One of those areas of cooperation is making Google the default search engine on Apple’s Safari browser. Google pays an estimated $8 billion to $12 billion per year for that deal, according to the U.S. Justice Department, Epic notes.

Epic says this deal is incredibly valuable to Google’s advertising business, since Android and iPhones dominate the smartphone market, meaning internet searches on smartphones are being routed through Google.

That value, in turn, keeps Google from competing against Apple over app distribution, Epic says.

“If it did not profit significantly from searches on iOS devices, Google might be more incentivized to, among other things, differentiate its Android platform from Apple with respect to the commissions it charges on app transactions,” Epic’s complaint states.

“If Android competed with iOS on app transactions, the market competition would make Android apps cheaper for users and attract developers to launch their apps first (or even only) on Android,” the complaint continues. “Instead, Google and Apple are cozy duopolists, offering virtually the same terms to developers and changing those terms in tandem (if at all).”

To drive home that cozy relationship, Epic pulls from an internal note that it claims to have seen. The note, exchanged between Apple and Google following a meeting, says, “Our vision is that we work as if we are one company.”

In a response to that claim, a Google spokesperson said it mischaracterized Google’s words.

“As we have stated previously, Epic’s lawsuit is baseless and mischaracterizes our business conversations,” Schottenfels said. “Android provides more choices in mobile devices for developers and consumers.”

Google’s app distribution business is also facing a government challenge.
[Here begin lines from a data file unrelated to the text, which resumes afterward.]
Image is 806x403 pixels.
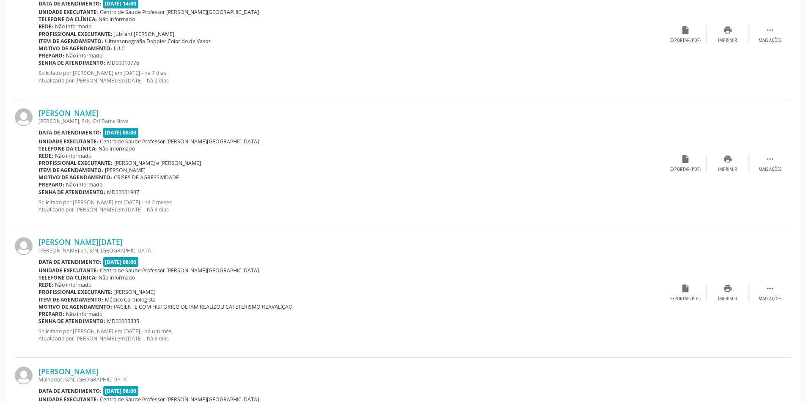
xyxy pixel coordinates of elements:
[39,247,665,254] div: [PERSON_NAME] Sn, S/N, [GEOGRAPHIC_DATA]
[39,274,97,281] b: Telefone da clínica:
[55,23,91,30] span: Não informado
[681,154,690,164] i: insert_drive_file
[39,30,113,38] b: Profissional executante:
[39,59,105,66] b: Senha de atendimento:
[39,138,98,145] b: Unidade executante:
[39,38,103,45] b: Item de agendamento:
[39,388,102,395] b: Data de atendimento:
[100,396,259,403] span: Centro de Saude Professor [PERSON_NAME][GEOGRAPHIC_DATA]
[100,267,259,274] span: Centro de Saude Professor [PERSON_NAME][GEOGRAPHIC_DATA]
[39,16,97,23] b: Telefone da clínica:
[39,152,53,160] b: Rede:
[39,396,98,403] b: Unidade executante:
[107,59,139,66] span: MD00010776
[103,257,139,267] span: [DATE] 08:00
[99,16,135,23] span: Não informado
[55,281,91,289] span: Não informado
[15,367,33,385] img: img
[15,237,33,255] img: img
[39,311,64,318] b: Preparo:
[39,129,102,136] b: Data de atendimento:
[103,128,139,138] span: [DATE] 08:00
[39,237,123,247] a: [PERSON_NAME][DATE]
[39,108,99,118] a: [PERSON_NAME]
[681,284,690,293] i: insert_drive_file
[39,174,112,181] b: Motivo de agendamento:
[107,318,139,325] span: MD00005835
[66,181,102,188] span: Não informado
[723,25,733,35] i: print
[39,267,98,274] b: Unidade executante:
[39,296,103,303] b: Item de agendamento:
[670,167,701,173] div: Exportar (PDF)
[99,145,135,152] span: Não informado
[39,367,99,376] a: [PERSON_NAME]
[718,296,737,302] div: Imprimir
[99,274,135,281] span: Não informado
[39,69,665,84] p: Solicitado por [PERSON_NAME] em [DATE] - há 7 dias Atualizado por [PERSON_NAME] em [DATE] - há 2 ...
[39,289,113,296] b: Profissional executante:
[105,38,211,45] span: Ultrassonografia Doppler Colorido de Vasos
[39,45,112,52] b: Motivo de agendamento:
[718,38,737,44] div: Imprimir
[766,25,775,35] i: 
[723,284,733,293] i: print
[39,303,112,311] b: Motivo de agendamento:
[114,174,179,181] span: CRISES DE AGRESSIVIDADE
[681,25,690,35] i: insert_drive_file
[723,154,733,164] i: print
[39,259,102,266] b: Data de atendimento:
[759,38,782,44] div: Mais ações
[39,181,64,188] b: Preparo:
[39,118,665,125] div: [PERSON_NAME], S/N, Esf Barra Nova
[670,296,701,302] div: Exportar (PDF)
[39,328,665,342] p: Solicitado por [PERSON_NAME] em [DATE] - há um mês Atualizado por [PERSON_NAME] em [DATE] - há 8 ...
[114,289,155,296] span: [PERSON_NAME]
[55,152,91,160] span: Não informado
[39,189,105,196] b: Senha de atendimento:
[66,311,102,318] span: Não informado
[766,154,775,164] i: 
[39,281,53,289] b: Rede:
[103,386,139,396] span: [DATE] 08:00
[114,160,201,167] span: [PERSON_NAME] e [PERSON_NAME]
[66,52,102,59] span: Não informado
[39,8,98,16] b: Unidade executante:
[114,303,293,311] span: PACIENTE COM HISTORICO DE IAM REALIZOU CATETERISMO REAVALIÇAO
[670,38,701,44] div: Exportar (PDF)
[107,189,139,196] span: MD00001937
[105,296,156,303] span: Médico Cardiologista
[39,52,64,59] b: Preparo:
[39,376,665,383] div: Malhadas, S/N, [GEOGRAPHIC_DATA]
[39,160,113,167] b: Profissional executante:
[39,199,665,213] p: Solicitado por [PERSON_NAME] em [DATE] - há 2 meses Atualizado por [PERSON_NAME] em [DATE] - há 3...
[100,138,259,145] span: Centro de Saude Professor [PERSON_NAME][GEOGRAPHIC_DATA]
[39,145,97,152] b: Telefone da clínica:
[114,45,125,52] span: I.U.C
[759,167,782,173] div: Mais ações
[766,284,775,293] i: 
[39,167,103,174] b: Item de agendamento:
[718,167,737,173] div: Imprimir
[114,30,174,38] span: Jubrant [PERSON_NAME]
[100,8,259,16] span: Centro de Saude Professor [PERSON_NAME][GEOGRAPHIC_DATA]
[39,23,53,30] b: Rede:
[105,167,146,174] span: [PERSON_NAME]
[759,296,782,302] div: Mais ações
[15,108,33,126] img: img
[39,318,105,325] b: Senha de atendimento:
Last month, 37 state attorneys general, including Josh Stein of North Carolina, sued Google, accusing it of operating a monopoly via the Play Store, The News & Observer reported.

Stein told The N&O that Google makes it overly difficult for users to get apps outside of the Play Store and charges too high of fees because of its monopoly. “When people buy things from payment processors the typical rate is 3%, and Google is charging 30%,” said Stein, a Democrat.

Google responded to the attorneys general lawsuit in a blog post, saying their complaint “mimics a similarly meritless lawsuit filed by the large app developer Epic Games, which has benefited from Android’s openness by distributing its Fortnite app outside of Google Play.”

Epic’s lawsuit against Google is moving slower than its twin suit against Apple.

Earlier this summer, Epic and Apple squared off in the court room for several weeks. A judge is expected to rule in that case in the coming days or weeks.

This story was produced with financial support from a coalition of partners led by Innovate Raleigh as part of an independent journalism fellowship program. The N&O maintains full editorial control of the work. Learn more; go to bit.ly/newsinnovate.

This story was originally published August 19, 2021 at 3:59 PM with the headline "Google offered app developers special deals to accept 30% fees, Epic Games claims."

Zachery Eanes
The Herald-Sun
Zachery Eanes is the Innovate Raleigh reporter for The News & Observer and The Herald-Sun. He covers technology, startups and main street businesses, biotechnology, and education issues related to those areas.